UPDATE 5/6/2022: U.S. Customs and Border Protection (CBP) issued a memo announcing the elimination of Border Patrol Critical Incident Teams (BPCITs), which have repeatedly interfered with law enforcement investigations of agents involved in the killing and harming of community members. Read our press release here.
Border Patrol Critical Investigative Teams (BPCITs) may be the largest and longest standing shadow police unit that is operating today in the federal government. The Southern Border Communities Coalition (SBCC) has called on Congress to launch an investigation and oversight hearings into the unlawful operation of BPCITs. Now, ten House and Senate committee and subcommittee chairs sent a letter to the Government Accountability Office (GAO) requesting an investigation into the involvement of these shadow units. Simultaneously, the chairs of two of these committees — the House Committee on Oversight and Reform and the House Committee on Homeland Security — published a letter requesting information – by February 7th 2022 – about the "potential misconduct" of these specialized teams. These teams act without congressional authority, thus exist only to obstruct justice, undermine public safety, and violate public trust.
BPCITs began in 1987 in the San Diego sector, followed by other sectors thereafter. They are known by many names including Sector Evidence Teams and Evidence Collection Teams. Their stated purpose is to mitigate civil liability for agents. There is no known equivalent in any other federal law enforcement agency. They are not independent investigators seeking facts. Instead they seek to exonerate agents. They act as cover-up units, protecting agents, rather than the public, and they answer to no one except the Border Patrol chiefs that control them.
HERE ARE FIVE THINGS YOU NEED TO KNOW ABOUT BORDER PATROL COVER-UP SHADOW UNITS:
1. BPCITs are illegal. BPCITs have no legal authority to investigate use-of-force incidents. The BPCITs are not authorized by Congress to engage in federal investigations in agent-involved killings and other use-of-force incidents. That authority is given to the FBI, the DHS Office of Inspector General (OIG), and, in limited circumstances, to the CBP Office of Professional Responsibility (OPR). They are also not formally deputized by any of these agencies to investigate. Their existence is simply unlawful.
2. BPCITs are guilty of obstruction of justice and interfering with police investigations. Every day that BPCITs continue to exist, abuses go unchecked and agents get away with murder, as they did in the case of Anastasio Hernández Rojas and so many others. BPCITs withhold, corrupt, and destroy evidence against an agent, and cover-up any wrongdoing by agents. They are at the root of Border Patrol impunity. There can be no meaningful accountability of border agents as long as BPCITs exist.
3. BPCITs existence was a secret.
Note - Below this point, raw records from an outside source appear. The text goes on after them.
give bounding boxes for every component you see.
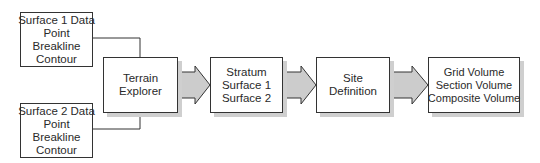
node-surface2-line: Point bbox=[43, 118, 69, 131]
node-terrain-line: Terrain bbox=[123, 72, 158, 85]
arrow-terrain-stratum-icon bbox=[177, 66, 210, 104]
node-stratum: Stratum Surface 1 Surface 2 bbox=[210, 57, 283, 113]
node-surface1-line: Surface 1 Data bbox=[18, 14, 95, 27]
connector-surface1-terrain bbox=[92, 38, 140, 57]
node-stratum-line: Stratum bbox=[226, 66, 266, 79]
node-surface1-line: Point bbox=[43, 27, 69, 40]
arrow-site-volume-icon bbox=[390, 66, 428, 104]
node-site-line: Site bbox=[343, 72, 363, 85]
node-stratum-line: Surface 1 bbox=[222, 79, 271, 92]
arrow-stratum-site-icon bbox=[283, 66, 316, 104]
node-surface2-line: Contour bbox=[36, 144, 77, 157]
node-surface2-line: Surface 2 Data bbox=[18, 105, 95, 118]
connector-surface2-terrain bbox=[92, 112, 140, 129]
node-surface2: Surface 2 Data Point Breakline Contour bbox=[20, 103, 93, 158]
node-surface2-line: Breakline bbox=[33, 131, 81, 144]
node-terrain-explorer: Terrain Explorer bbox=[103, 57, 178, 113]
node-volume: Grid Volume Section Volume Composite Vol… bbox=[428, 57, 520, 113]
node-site-definition: Site Definition bbox=[316, 57, 390, 113]
node-volume-line: Section Volume bbox=[436, 79, 512, 92]
node-surface1-line: Breakline bbox=[33, 40, 81, 53]
node-terrain-line: Explorer bbox=[119, 85, 162, 98]
node-stratum-line: Surface 2 bbox=[222, 92, 271, 105]
node-site-line: Definition bbox=[329, 85, 377, 98]
node-surface1-line: Contour bbox=[36, 53, 77, 66]
workflow-diagram: Surface 1 Data Point Breakline Contour S… bbox=[0, 0, 540, 163]
node-surface1: Surface 1 Data Point Breakline Contour bbox=[20, 12, 93, 67]
node-volume-line: Grid Volume bbox=[444, 66, 505, 79]
node-volume-line: Composite Volume bbox=[428, 92, 520, 105]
Our investigation into these cover-up units found statements from members of BPCITs, police investigative records, public disclosures, court records, and more. They point to what may be the largest and longest-standing shadow police unit operating in the federal government today. BPCIT units are not listed in any agent handbooks. BPCITs do not have federal employee job code designations. BPCITs are called different names across different border patrol sectors to create inconsistency and protect their secrecy. It is imperative that Congress investigate them.
4. BPCITs must be abolished and investigated by Congress. The danger of abusive and unaccountable federal agents who operate outside of the law cannot be understated. They threaten the public they encounter and subvert legitimate law enforcement investigations. They undermine public safety and violate public trust. We call on the appropriate congressional committees to investigate BPCITs as soon as possible. These units must be shut down and abolished. On January 24th 2022, members of congress requested an investigation into these shadow units. On February 2nd 2022 the Department of Homeland Security (DHS) acknowledged the existence of these units and shared their intentions to "regulate" the Border Patrol Critical Incident Teams aka cover-up teams. This is an admission of guilt that these units were and are unregulated, unauthorized, and unchecked. More than that they are illegal, have engaged in criminal acts of obstruction of justice, and should be prosecuted. BPCITs should be ended.
5. Cases involving BPCITs must be reopened & reviewed. Cases where there was a grave injustice committed as the result of the activities of BPCITs must be reopened and reviewed. The fact that no border agent has ever been successfully prosecuted for lethal or excessive use of force in the nearly 100 year history of the Border Patrol is not accidental. It is by design, and for more than three decades has resulted in impunity directly due to the interference of unauthorized Border Patrol cover-up units that have protected agents rather than the members of the public harmed by them. Justice and closure are needed for the families and friends of these people who were murdered by Border Patrol agents.